Andrews begins the article describing the struggles of a singer, working by day as a receptionist answering telephones, and in the night, as a waitress - five years of dead-end jobs, and struggle, trying to get a break:

“I feel scared in a way I’ve never felt before,” she said, as a passing subway train rumbled beneath her feet. “I mean, how much longer can I do this? How much longer can I fight for the recognition I know I deserve?”

They are questions you might hear from countless waiters, store clerks and cab drivers, if only you asked. For every overhyped success story, there are hundreds of anonymous dreamers. How long do you hold on? Some people fold in a few years, others struggle for a lifetime. To some, repeated rejection only fortifies their resolve to stay the course, as if surrender would mean the abandonment of a core identity.

“What they do is who they are,” said Joan Lowell, a former actress who helps underemployed theater professionals retool their skills for the job market. “It’s like they’ve joined a convent. Blind faith is the only way they can keep going, even when they don’t have much hope at success.”
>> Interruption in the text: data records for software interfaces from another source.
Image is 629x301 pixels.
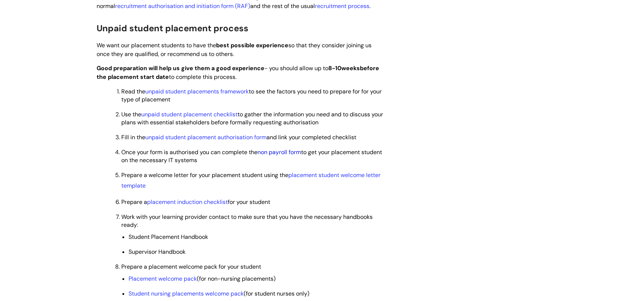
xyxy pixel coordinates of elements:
[129,290,310,297] span: (for student nurses only)
[121,88,382,103] span: Read the to see the factors you need to prepare for for your type of placement
[129,275,197,282] a: Placement welcome pack
[145,133,356,141] span: and link your completed checklist
[97,64,342,72] span: - you should allow up to
[129,233,208,241] span: Student Placement Handbook
[141,110,238,118] a: unpaid student placement checklist
[97,64,265,72] strong: Good preparation will help us give them a good experience
[145,133,267,141] a: unpaid student placement authorisation form
[129,290,244,297] a: Student nursing placements welcome pack
[145,88,249,95] a: unpaid student placements framework
[129,275,276,282] span: (for non-nursing placements)
[328,64,342,72] strong: 8-10
[97,41,372,58] span: We want our placement students to have the so that they consider joining us once they are qualifi...
[121,148,382,164] span: Once your form is authorised you can complete the to get your placement student on the necessary ...
[121,213,373,229] span: Work with your learning provider contact to make sure that you have the necessary handbooks ready:
[147,198,228,206] a: placement induction checklist
[216,41,289,49] strong: best possible experience
[121,133,356,141] span: Fill in the
[258,148,301,156] a: non payroll form
[342,64,360,72] strong: weeks
[97,23,249,34] span: Unpaid student placement process
[121,171,381,189] span: Prepare a welcome letter for your placement student using the
[121,263,261,270] span: Prepare a placement welcome pack for your student
[129,248,186,255] span: Supervisor Handbook
[121,171,381,189] a: placement student welcome letter template
[121,198,270,206] span: Prepare a for your student
[121,110,383,126] span: Use the to gather the information you need and to discuss your plans with essential stakeholders ...
[115,2,250,10] a: recruitment authorisation and initiation form (RAF)
[315,2,370,10] a: recruitment process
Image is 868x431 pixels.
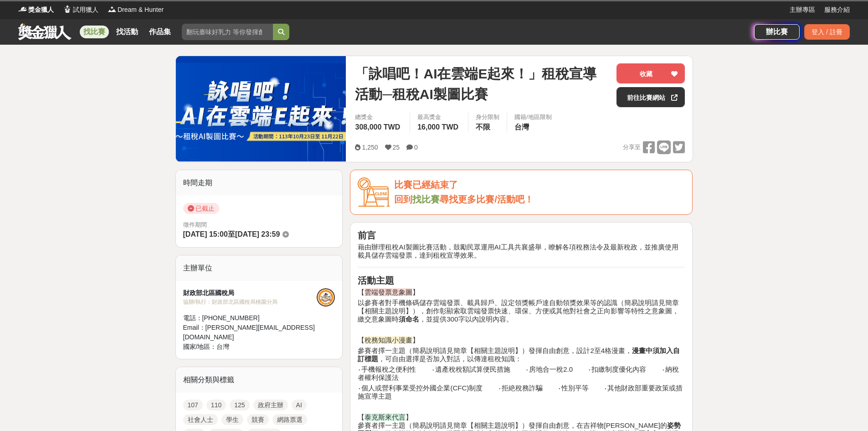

The singer in question, who "gave herself three years to make it", had pushed on, too attached to her dream and sure of her talent to quit; and yet, after five years of not earning any money from her singing (what little she made was offset by expenses for her band and publicity), she admitted that sometimes she felt like "throwing in the towel."

Still, even as things seem hopeless, the dream dies hard. What will an artist do, if not his art? How can he or she give up the quest for the Holy Grail? Sometimes, struggling artists draw upon the legacy of others who suffered before them: others who were scorned, ignored, or rejected for years until, finally, their persistence paid off, and their dream came true.

Every unsung actor, poet and playwright can recount the story of a role model whose perseverance was rewarded later in life. “Look at Van Gogh,” said Simon Gaon, 54, an Upper West Side painter who spent years on welfare. “He was always proof to me that if you stick to your goal, there is a payback. Sometimes, unfortunately, it comes after you’re dead."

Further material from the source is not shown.